Supplementary Materials
(A) Representative levvu105−/− mutants at 3dpf illustrating the stochastic nature of the notochord bending. (B) Graph of the standard length (mm) of WT or levvu41−/− mutant embryos. The bends and kinks in the notochord contribute to the significant decrease in the axial length at 2dpf and onward. Error bars are standard error of the mean.
(A) Clustal W alignment of translated leviathan alleles with Human (Hs_col8a1); Mouse (Mm_col8a1); and both Zebrafish homologues of Col8 proteins (Dr_col8a1a and Dr_col8a1b).
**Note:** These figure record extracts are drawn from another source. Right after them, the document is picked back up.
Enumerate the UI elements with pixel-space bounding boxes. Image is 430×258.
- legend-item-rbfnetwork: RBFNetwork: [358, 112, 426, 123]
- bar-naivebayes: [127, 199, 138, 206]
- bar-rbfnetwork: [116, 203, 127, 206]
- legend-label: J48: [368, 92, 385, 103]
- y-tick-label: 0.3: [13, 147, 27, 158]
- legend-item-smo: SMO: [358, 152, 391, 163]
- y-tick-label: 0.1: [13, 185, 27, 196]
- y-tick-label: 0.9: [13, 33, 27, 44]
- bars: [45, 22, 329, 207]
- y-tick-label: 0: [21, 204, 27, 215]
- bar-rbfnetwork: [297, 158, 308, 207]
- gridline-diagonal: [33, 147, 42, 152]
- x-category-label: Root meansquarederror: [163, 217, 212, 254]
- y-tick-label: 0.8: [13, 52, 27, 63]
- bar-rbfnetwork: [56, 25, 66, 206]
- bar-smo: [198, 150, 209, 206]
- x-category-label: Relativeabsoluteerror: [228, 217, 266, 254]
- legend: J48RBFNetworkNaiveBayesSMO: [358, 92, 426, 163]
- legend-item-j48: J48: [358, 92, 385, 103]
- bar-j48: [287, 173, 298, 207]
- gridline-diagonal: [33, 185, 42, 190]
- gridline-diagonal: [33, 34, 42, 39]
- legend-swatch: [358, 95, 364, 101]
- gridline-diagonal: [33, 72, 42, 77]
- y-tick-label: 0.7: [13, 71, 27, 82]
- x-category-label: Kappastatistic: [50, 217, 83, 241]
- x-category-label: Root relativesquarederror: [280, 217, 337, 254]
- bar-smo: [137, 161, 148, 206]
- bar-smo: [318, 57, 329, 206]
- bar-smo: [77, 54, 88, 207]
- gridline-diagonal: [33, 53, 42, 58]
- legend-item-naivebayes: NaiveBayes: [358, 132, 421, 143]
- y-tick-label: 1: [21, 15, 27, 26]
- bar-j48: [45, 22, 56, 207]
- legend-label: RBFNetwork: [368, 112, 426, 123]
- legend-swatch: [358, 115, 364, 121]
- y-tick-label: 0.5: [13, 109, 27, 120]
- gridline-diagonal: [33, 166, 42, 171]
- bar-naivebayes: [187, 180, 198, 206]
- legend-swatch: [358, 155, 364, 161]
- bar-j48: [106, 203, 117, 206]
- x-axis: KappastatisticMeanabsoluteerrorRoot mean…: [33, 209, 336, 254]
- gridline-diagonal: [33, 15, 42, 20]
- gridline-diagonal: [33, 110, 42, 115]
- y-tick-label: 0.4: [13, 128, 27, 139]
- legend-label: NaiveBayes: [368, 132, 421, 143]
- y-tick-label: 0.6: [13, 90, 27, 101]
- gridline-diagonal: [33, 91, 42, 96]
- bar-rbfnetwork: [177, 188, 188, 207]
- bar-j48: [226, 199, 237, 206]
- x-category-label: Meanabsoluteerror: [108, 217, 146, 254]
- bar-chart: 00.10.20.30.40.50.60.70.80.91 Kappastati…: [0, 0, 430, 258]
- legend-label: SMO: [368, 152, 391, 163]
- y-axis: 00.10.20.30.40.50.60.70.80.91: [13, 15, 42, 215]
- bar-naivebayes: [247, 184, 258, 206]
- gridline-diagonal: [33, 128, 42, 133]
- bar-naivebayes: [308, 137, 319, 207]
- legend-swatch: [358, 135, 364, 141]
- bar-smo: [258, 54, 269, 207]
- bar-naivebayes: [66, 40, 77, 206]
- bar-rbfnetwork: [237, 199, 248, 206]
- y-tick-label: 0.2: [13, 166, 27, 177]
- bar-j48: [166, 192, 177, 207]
All residues are highly conserved in higher vertebrates (red boxes).
(A) Volume rendering of confocal projections of vacuolated cells Tg(TK5xC twhh:memRFP) at 3dpf show dramatic cell shape change of the vacuolated cells of lev vu105 affected mutants as compared to a very regular shapes and ordered arrangement of the vacuolated cells of wildtype siblings. All comparisons were done at the same axial level of the zebrafish vent. (B) A comparison of vacuolated cell volumes between levvu105−/− mutant and sibling individuals show no significant change in the distribution of these values. (C) The formation of the sheath epithelium is largely unaffected despite the dysmorphic notochord tissue.
(A) Histogram representing the level of properly spliced col8a1 transcript (exon1-exon2), normalized to WT using both b-Actin and col8a1a (exon1) expression. The relative level of properly spliced is diminished at 2dpf and 3dpf but begins to recover at 5dpf. (B) Diagram of the targeting of the antisense morpholino oligonucleotide at the exon-intron boundary of col8a1a.
Supplemental Figure 5: Phalloidin staining of 1dpf embryos display normal somite segmentation patterns in both WT or levvu41+/− (A,A′) and levvu41−/− (B,B′) mutant embryos.